Min-Heap as a sorting algorithm

I finished the min-heap module with little sense of what it really was, so I went back for another look. A min-heap is an efficient method for creating a list in such a way that the minimum element is always instantly accessible without a search, and in popping that minimum, the next minimum rises (also efficiently) to the top.

It occurred to me that this could be used in a sorting algorithm: from the list you want sorted, append each item to the heap, then pop each item into a new list (or the same one, if you want to sort in place.)

Since the heap is based on a binary tree, for a list of n elements, if n is equal to 2^k for some k, the tree is k elements high.

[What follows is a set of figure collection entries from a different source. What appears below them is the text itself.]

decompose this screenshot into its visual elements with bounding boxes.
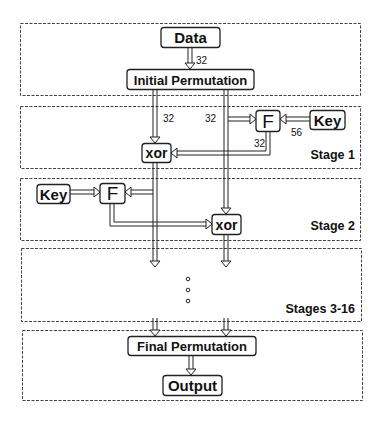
- panel-stage-2: [21, 179, 361, 241]
- stage1-key-label: Key: [314, 112, 342, 129]
- stage2-key-label: Key: [40, 186, 68, 203]
- data-label: Data: [174, 29, 207, 46]
- arrow-data-to-ip: [185, 48, 195, 69]
- output-label: Output: [168, 377, 217, 394]
- arrow-fp-to-output: [186, 356, 196, 375]
- arrow-left-to-f2: [125, 187, 153, 197]
- width-label-data-to-ip: 32: [196, 55, 208, 66]
- ellipsis-dots: [186, 277, 190, 303]
- arrow-right-to-fp: [221, 318, 231, 336]
- stage1-xor-label: xor: [146, 145, 168, 161]
- arrow-left-to-fp: [150, 318, 160, 336]
- initial-permutation-label: Initial Permutation: [134, 73, 247, 88]
- width-label-f-out: 32: [254, 138, 266, 149]
- stage2-xor-label: xor: [216, 217, 238, 233]
- stages-3-16-label: Stages 3-16: [286, 302, 356, 316]
- stage1-f-label: F: [262, 111, 274, 132]
- arrow-ip-to-xor2: [221, 90, 231, 214]
- arrow-f2-to-xor2: [110, 203, 212, 229]
- arrow-right-to-f1: [228, 114, 256, 124]
- arrow-xor2-down: [221, 235, 231, 267]
- des-diagram: Data Initial Permutation F Key xor Key F…: [0, 0, 383, 422]
- width-label-left-half: 32: [163, 113, 175, 124]
- final-permutation-label: Final Permutation: [137, 339, 247, 354]
- stage-2-label: Stage 2: [311, 219, 356, 233]
- arrow-key2-to-f2: [70, 187, 100, 197]
- arrow-key1-to-f1: [280, 114, 310, 124]
- stage2-f-label: F: [107, 183, 119, 204]
- stage-1-label: Stage 1: [311, 148, 356, 162]
- width-label-key-to-f: 56: [291, 127, 303, 138]
- width-label-right-half: 32: [205, 113, 217, 124]
- arrow-ip-to-xor1: [150, 90, 160, 143]
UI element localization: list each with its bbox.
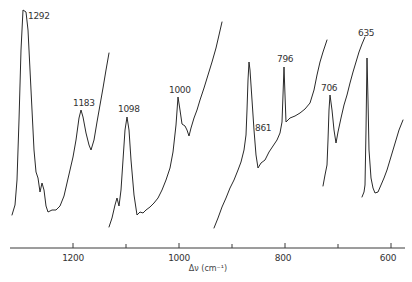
peak-label-796: 796 [277,54,294,64]
spectrum-traces [12,10,403,228]
peak-label-1000: 1000 [169,85,191,95]
peak-label-1183: 1183 [73,98,95,108]
x-axis: 1200 1000 800 600 Δν (cm⁻¹) [10,243,405,273]
tick-label-1200: 1200 [62,253,84,263]
peak-label-635: 635 [358,28,374,38]
peak-label-706: 706 [321,83,338,93]
spectrum-segment-2 [109,22,222,227]
peak-label-861: 861 [255,123,271,133]
spectrum-segment-1 [12,10,109,215]
peak-label-1098: 1098 [118,104,140,114]
raman-spectrum-chart: 1292118310981000861796706635 1200 1000 8… [0,0,412,282]
tick-label-1000: 1000 [168,253,190,263]
spectrum-segment-5 [362,58,403,197]
peak-label-1292: 1292 [28,11,50,21]
x-axis-title: Δν (cm⁻¹) [189,264,227,273]
tick-label-800: 800 [275,253,292,263]
spectrum-segment-3 [214,40,327,228]
spectrum-segment-4 [323,37,365,186]
x-axis-ticks [73,243,391,248]
tick-label-600: 600 [380,253,397,263]
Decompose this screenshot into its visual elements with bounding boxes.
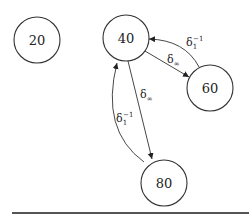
- bottom-divider: [12, 212, 249, 214]
- edge-label-60-40: δ1−1: [186, 35, 203, 51]
- svg-text:80: 80: [156, 176, 173, 191]
- node-20: 20: [14, 17, 60, 63]
- node-60: 60: [187, 65, 233, 111]
- edge-label-40-60: δ∞: [167, 53, 180, 68]
- node-80: 80: [141, 160, 187, 206]
- svg-text:40: 40: [118, 31, 135, 46]
- state-diagram: δ∞ δ1−1 δ∞ δ1−1 20 40 60 80: [0, 0, 249, 217]
- edge-label-40-80: δ∞: [140, 88, 153, 103]
- svg-text:20: 20: [29, 33, 46, 48]
- edge-40-to-80: [128, 61, 152, 159]
- svg-text:60: 60: [202, 81, 219, 96]
- node-40: 40: [103, 15, 149, 61]
- edge-label-80-40: δ1−1: [116, 111, 133, 127]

Thus the maximum number of swaps to go up or down the tree is k or log(n).

Since you need to go through the list twice (once for append and once for pop), and since each step can involve a maximum of log(n) additional steps, the time for my sort should increase as approximately 2nlog(n).

So … I decided to compare with an implementation of merge sort (known to sort in n*log(n) ) from a different course, and compare the times.

The heap_sort() function (sort-in-place version) is:

def heap_sort(lst):
    min_heap = MinHeap()
    while lst:  
      min_heap.add(lst.pop())
           # remove minimum until min_heap is empty
    while min_heap.count != 0:
      lst.append(min_heap.retrieve_min())

… and when run alongside merge_sort() using the timeit module for timing, we see:

You can see that heap_sort follows n*log(n) closely, running linearly slower (up to 3x) than merge_sort. Interestingly, it looks as though somewhere between a list length of 10^5 and 10^6, heap_sort becomes faster than merge_sort, probably (I say with absolutely no authority!) due to inefficiencies inherent in recursion.